Pintails, snow goose, mallards, shovelers, mergansers, buffleheads, Canada geese, and goldeneyes are commonly seen in the refuge ponds.  Luckily, they did not distract me from the cirrus sky above. 
   Until this month, I have been going to Nisqually to walk, usually very fast, out to the end of the new boardwalk and back. Nisqually was exercise with a great view, maybe some bald eagles, a harrier, or other large bird I could see without binoculars. Now I go to walk very slowly and just to the start of the boardwalk looking at birds. I cannot call what I am doing "birding." I am looking at clouds while birding. I am chatting while birding. I am not pulling out my field guide or making a list. I am hearing the names of the birds and watching them fly and perch and hunt. Being in their company is marvelous. As is being in the company of a group of people who seem to want nothing more than to make sure everyone sees what they do--and delights in it.
   There is a generosity of spirit that infuses this group and that seems to build during the walk. The volunteers and birders set up their Swarvoski spotting scopes and newcomers are invited to take a look. Birds are identified, genders noted or guessed at, behaviors marveled over, plumage admired. Everyone will see something common such as a bald eagle (usually several) and everyone will see something unusual or something few have seen before. This morning, in addition to many eagles, we saw one cryptically colored American Bittern crouched down in the grass, it's feathers fluffed against the cold. We watched a red-tailed hawk perched in a small tree warming itself in the sun--its wings spread like a cormorant, its tail fanned out so that we could see individual feathers. Common or rare, it was all stunning. And unphotographable with my l'il camera that is better suited to big skies.

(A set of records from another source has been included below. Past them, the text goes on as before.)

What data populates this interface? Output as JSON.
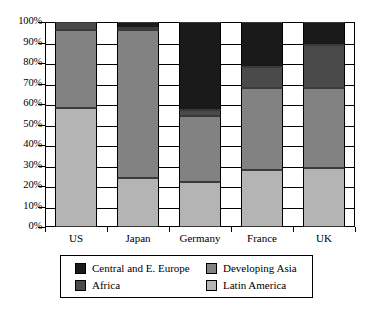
{
  "chart_data": {
    "type": "bar",
    "subtype": "stacked-percentage",
    "title": "",
    "xlabel": "",
    "ylabel": "",
    "categories": [
      "US",
      "Japan",
      "Germany",
      "France",
      "UK"
    ],
    "series": [
      {
        "name": "Latin America",
        "color": "#b4b4b4",
        "values": [
          58,
          24,
          22,
          28,
          29
        ]
      },
      {
        "name": "Developing Asia",
        "color": "#828282",
        "values": [
          38,
          72,
          32,
          40,
          39
        ]
      },
      {
        "name": "Africa",
        "color": "#4a4a4a",
        "values": [
          4,
          1,
          3,
          10,
          21
        ]
      },
      {
        "name": "Central and E. Europe",
        "color": "#1a1a1a",
        "values": [
          0,
          3,
          43,
          22,
          11
        ]
      }
    ],
    "ylim": [
      0,
      100
    ],
    "ytick_labels": [
      "0%",
      "10%",
      "20%",
      "30%",
      "40%",
      "50%",
      "60%",
      "70%",
      "80%",
      "90%",
      "100%"
    ],
    "ytick_values": [
      0,
      10,
      20,
      30,
      40,
      50,
      60,
      70,
      80,
      90,
      100
    ],
    "grid": true,
    "legend_position": "bottom",
    "legend_order": [
      "Central and E. Europe",
      "Developing Asia",
      "Africa",
      "Latin America"
    ]
  },
  "legend": {
    "items": [
      {
        "label": "Central and E. Europe",
        "color": "#1a1a1a"
      },
      {
        "label": "Developing Asia",
        "color": "#828282"
      },
      {
        "label": "Africa",
        "color": "#4a4a4a"
      },
      {
        "label": "Latin America",
        "color": "#b4b4b4"
      }
    ]
  }
}
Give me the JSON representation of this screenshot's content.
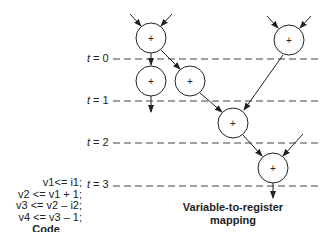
{
  "code": {
    "lines": [
      "v1<= i1;",
      "v2 <= v1 + 1;",
      "v3 <= v2 – i2;",
      "v4 <= v3 – 1;"
    ],
    "title": "Code"
  },
  "mapping": {
    "title_line1": "Variable-to-register",
    "title_line2": "mapping"
  },
  "time_steps": [
    {
      "var": "t",
      "eq": " = 0",
      "y": 59
    },
    {
      "var": "t",
      "eq": " = 1",
      "y": 101
    },
    {
      "var": "t",
      "eq": " = 2",
      "y": 143
    },
    {
      "var": "t",
      "eq": " = 3",
      "y": 185
    }
  ],
  "nodes": [
    {
      "id": "A",
      "label": "+",
      "cx": 151,
      "cy": 38
    },
    {
      "id": "B",
      "label": "+",
      "cx": 151,
      "cy": 81
    },
    {
      "id": "C",
      "label": "+",
      "cx": 190,
      "cy": 81
    },
    {
      "id": "D",
      "label": "+",
      "cx": 289,
      "cy": 40
    },
    {
      "id": "E",
      "label": "+",
      "cx": 233,
      "cy": 123
    },
    {
      "id": "F",
      "label": "+",
      "cx": 273,
      "cy": 168
    }
  ],
  "colors": {
    "stroke": "#222222",
    "dash": "#444444",
    "text": "#222222"
  }
}
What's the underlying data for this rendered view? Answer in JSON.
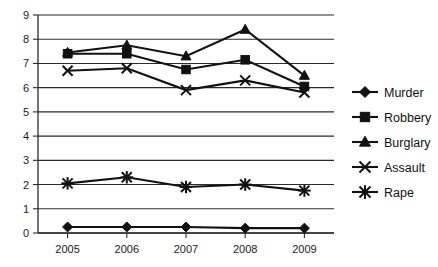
{
  "chart_data": {
    "type": "line",
    "title": "",
    "xlabel": "",
    "ylabel": "",
    "categories": [
      "2005",
      "2006",
      "2007",
      "2008",
      "2009"
    ],
    "ylim": [
      0,
      9
    ],
    "y_ticks": [
      "0",
      "1",
      "2",
      "3",
      "4",
      "5",
      "6",
      "7",
      "8",
      "9"
    ],
    "grid": "horizontal",
    "legend_position": "right",
    "series": [
      {
        "name": "Murder",
        "marker": "diamond",
        "values": [
          0.25,
          0.25,
          0.25,
          0.2,
          0.2
        ]
      },
      {
        "name": "Robbery",
        "marker": "square",
        "values": [
          7.4,
          7.4,
          6.75,
          7.15,
          6.05
        ]
      },
      {
        "name": "Burglary",
        "marker": "triangle",
        "values": [
          7.45,
          7.75,
          7.3,
          8.4,
          6.5
        ]
      },
      {
        "name": "Assault",
        "marker": "x",
        "values": [
          6.7,
          6.8,
          5.9,
          6.3,
          5.8
        ]
      },
      {
        "name": "Rape",
        "marker": "asterisk",
        "values": [
          2.05,
          2.3,
          1.9,
          2.0,
          1.75
        ]
      }
    ]
  },
  "colors": {
    "series": "#111111",
    "grid": "#2b2b2b",
    "axis": "#2b2b2b",
    "background": "#ffffff",
    "text": "#1a1a1a"
  },
  "legend": {
    "items": [
      {
        "label": "Murder"
      },
      {
        "label": "Robbery"
      },
      {
        "label": "Burglary"
      },
      {
        "label": "Assault"
      },
      {
        "label": "Rape"
      }
    ]
  }
}
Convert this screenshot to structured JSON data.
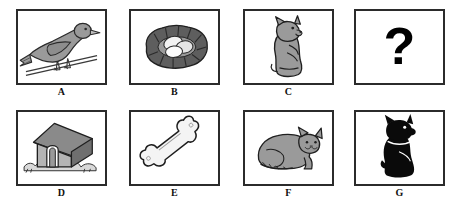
{
  "worksheet": {
    "type": "picture-analogy-puzzle",
    "width": 451,
    "height": 201,
    "background_color": "#ffffff",
    "border_color": "#2b2b2b",
    "rows": 2,
    "columns": 4
  },
  "palette": {
    "ink": "#1a1a1a",
    "panel_border": "#2b2b2b",
    "mid_gray": "#9a9a9a",
    "light_gray": "#c8c8c8",
    "dark_gray": "#5e5e5e",
    "near_black": "#0a0a0a",
    "white": "#ffffff",
    "egg_white": "#f2f2f2"
  },
  "panels": [
    {
      "id": "A",
      "label": "A",
      "icon": "bird-on-branch-icon",
      "description": "Gray bird perched on a branch",
      "x": 16,
      "y": 9,
      "width": 91,
      "height": 76,
      "fill": "#9a9a9a",
      "has_label": true
    },
    {
      "id": "B",
      "label": "B",
      "icon": "nest-with-eggs-icon",
      "description": "Dark gray nest holding white eggs",
      "x": 129,
      "y": 9,
      "width": 91,
      "height": 76,
      "fill": "#5e5e5e",
      "has_label": true
    },
    {
      "id": "C",
      "label": "C",
      "icon": "sitting-kitten-icon",
      "description": "Gray kitten sitting upright",
      "x": 243,
      "y": 9,
      "width": 91,
      "height": 76,
      "fill": "#9a9a9a",
      "has_label": true
    },
    {
      "id": "Q",
      "label": "?",
      "icon": "question-mark-icon",
      "description": "Empty panel with a bold question mark",
      "x": 354,
      "y": 9,
      "width": 91,
      "height": 76,
      "fill": "#000000",
      "has_label": false
    },
    {
      "id": "D",
      "label": "D",
      "icon": "dog-house-icon",
      "description": "Gray dog house on grass",
      "x": 16,
      "y": 110,
      "width": 91,
      "height": 76,
      "fill": "#9a9a9a",
      "has_label": true
    },
    {
      "id": "E",
      "label": "E",
      "icon": "bone-icon",
      "description": "White bone angled diagonally",
      "x": 129,
      "y": 110,
      "width": 91,
      "height": 76,
      "fill": "#f4f4f4",
      "has_label": true
    },
    {
      "id": "F",
      "label": "F",
      "icon": "lying-cat-icon",
      "description": "Gray cat lying down",
      "x": 243,
      "y": 110,
      "width": 91,
      "height": 76,
      "fill": "#9a9a9a",
      "has_label": true
    },
    {
      "id": "G",
      "label": "G",
      "icon": "black-dog-silhouette-icon",
      "description": "Black scottie dog silhouette with collar",
      "x": 354,
      "y": 110,
      "width": 91,
      "height": 76,
      "fill": "#0a0a0a",
      "has_label": true
    }
  ],
  "question": {
    "glyph": "?",
    "panel_id": "Q"
  }
}
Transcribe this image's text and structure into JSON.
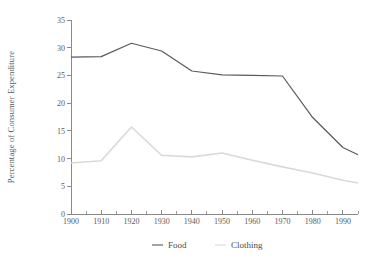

Here are the cirrocumulus clouds. There is a bald eagle in the top of that Douglas-fir.

Altocumulus lenticularis forming above the pond where waterfowl dabbled.

This January sky holds so much more than I will ever know.
   To find out for yourself what's in the sky and waters of Nisqually National Wildlife Refuge (8 miles from Olympia) follow this link: Black Hills Audubon. Or better yet, cancel all your Wednesday appointments and go the refuge at 8.